Everything Was On Fire
By Kerry Downes
Review by Louise Cannon

Looking for a debut novel this summer to read? Everything On Fire provides well-written characters in their thirties trying to navigate this next stage of life and friendships. Discover the blurb and my full review below.

Blurb
Sam and Daisy have been best friends since university. Back then Daisy was a wild, Fleetwood Mac-obsessed girl descended from the Yorkshire Moors, while Sam’s youth was misspent traipsing around Liverpool on shopping trips and nights out.
But as they lean against each other on a wooden bench in the tired garden of their beloved local pub, gazing out at Sam’s wedding, they have no idea that their paths are about to truly diverge for the first time.
As Sam’s desire to become a mother consumes her, and Daisy’s inability to resist temptation haunts her, these best of friends will lose sight of themselves – and each other. With each misstep and unintentional betrayal the gulf widens. But can they build a bridge, or will they let it burn?
Review
Everything Was On Fire is a bit of a slow-burn to begin with, but stick with it. It then hooks you in good and proper and a plot that just gets better and better the deeper you dive into the characters lives.
Sam and Daisy were best friends. Daisy was obsessed with Fleetwood-Mac and the book has some music vibes, which goes well with the story and summer.
Lives don’t always have the youthful carefree summer feel. Friendships change and so does the way they connect and relate to each other as they age. Sam and Daisy lose sight of themselves as desires consume them and those once strong bridges that created a pathway to each other, weaken. There are also other challenges that life has presented, such as needing to go through rounds of IVF to try to conceive.
It’s a book that nonetheless carries summer vibes within it and the relationships become absorbing to read about. There’s warmth and wit as well as big challenges in life to face.
That Time Everything Was On Fire is a good, solid debut and I look forward to seeing more from its author, Kerry Downes.



This event also hosted “Author In the Spotlight”. It gives new authors an opportunity to be seen and heard as they read a little from their book ahead of the main event.












Yinka wants to find love. Her mum wants to find it for her.
Yinka, Where Is Your Huzband is so relatable, especially to singletons who are asked that eternal question about a partner. Yinka has many aunties who want to know when she is going to find a man and get married, after all, she is in her 30’s and this seems important to them. It is interesting to see Yinka trying to forge her own life. She is also career driven, until one day, something happens that changes her life plans, which forces her to plan new life-goals.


## EXERCISE INSTRUCTIONS
Each entry below is to be written out exactly, and the pictures are to be left out.

Source records:

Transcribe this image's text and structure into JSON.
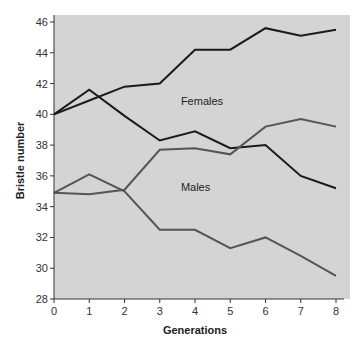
{
  "chart_data": {
    "type": "line",
    "title": "",
    "xlabel": "Generations",
    "ylabel": "Bristle number",
    "x": [
      0,
      1,
      2,
      3,
      4,
      5,
      6,
      7,
      8
    ],
    "xlim": [
      0,
      8
    ],
    "ylim": [
      28,
      46
    ],
    "yticks": [
      28,
      30,
      32,
      34,
      36,
      38,
      40,
      42,
      44,
      46
    ],
    "xticks": [
      0,
      1,
      2,
      3,
      4,
      5,
      6,
      7,
      8
    ],
    "grid": false,
    "legend": "none",
    "annotations": [
      {
        "text": "Females",
        "x": 3.6,
        "y": 40.6
      },
      {
        "text": "Males",
        "x": 3.6,
        "y": 35.0
      }
    ],
    "series": [
      {
        "name": "Females (selected up)",
        "color": "#1a1a1a",
        "values": [
          40.0,
          40.9,
          41.8,
          42.0,
          44.2,
          44.2,
          45.6,
          45.1,
          45.5
        ]
      },
      {
        "name": "Females (selected down)",
        "color": "#1a1a1a",
        "values": [
          40.0,
          41.6,
          39.9,
          38.3,
          38.9,
          37.8,
          38.0,
          36.0,
          35.2
        ]
      },
      {
        "name": "Males (selected up)",
        "color": "#555555",
        "values": [
          34.9,
          34.8,
          35.1,
          37.7,
          37.8,
          37.4,
          39.2,
          39.7,
          39.2
        ]
      },
      {
        "name": "Males (selected down)",
        "color": "#555555",
        "values": [
          34.9,
          36.1,
          35.0,
          32.5,
          32.5,
          31.3,
          32.0,
          30.8,
          29.5
        ]
      }
    ],
    "plot_background": "#d4d4d4"
  }
}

## THE COMPLETED TASK
Transcribe this image's text and structure into JSON.
{
  "chart_data": {
    "type": "line",
    "title": "",
    "xlabel": "Generations",
    "ylabel": "Bristle number",
    "x": [
      0,
      1,
      2,
      3,
      4,
      5,
      6,
      7,
      8
    ],
    "xlim": [
      0,
      8
    ],
    "ylim": [
      28,
      46
    ],
    "yticks": [
      28,
      30,
      32,
      34,
      36,
      38,
      40,
      42,
      44,
      46
    ],
    "xticks": [
      0,
      1,
      2,
      3,
      4,
      5,
      6,
      7,
      8
    ],
    "grid": false,
    "legend": "none",
    "annotations": [
      {
        "text": "Females",
        "x": 3.6,
        "y": 40.6
      },
      {
        "text": "Males",
        "x": 3.6,
        "y": 35.0
      }
    ],
    "series": [
      {
        "name": "Females (selected up)",
        "color": "#1a1a1a",
        "values": [
          40.0,
          40.9,
          41.8,
          42.0,
          44.2,
          44.2,
          45.6,
          45.1,
          45.5
        ]
      },
      {
        "name": "Females (selected down)",
        "color": "#1a1a1a",
        "values": [
          40.0,
          41.6,
          39.9,
          38.3,
          38.9,
          37.8,
          38.0,
          36.0,
          35.2
        ]
      },
      {
        "name": "Males (selected up)",
        "color": "#555555",
        "values": [
          34.9,
          34.8,
          35.1,
          37.7,
          37.8,
          37.4,
          39.2,
          39.7,
          39.2
        ]
      },
      {
        "name": "Males (selected down)",
        "color": "#555555",
        "values": [
          34.9,
          36.1,
          35.0,
          32.5,
          32.5,
          31.3,
          32.0,
          30.8,
          29.5
        ]
      }
    ],
    "plot_background": "#d4d4d4"
  }
}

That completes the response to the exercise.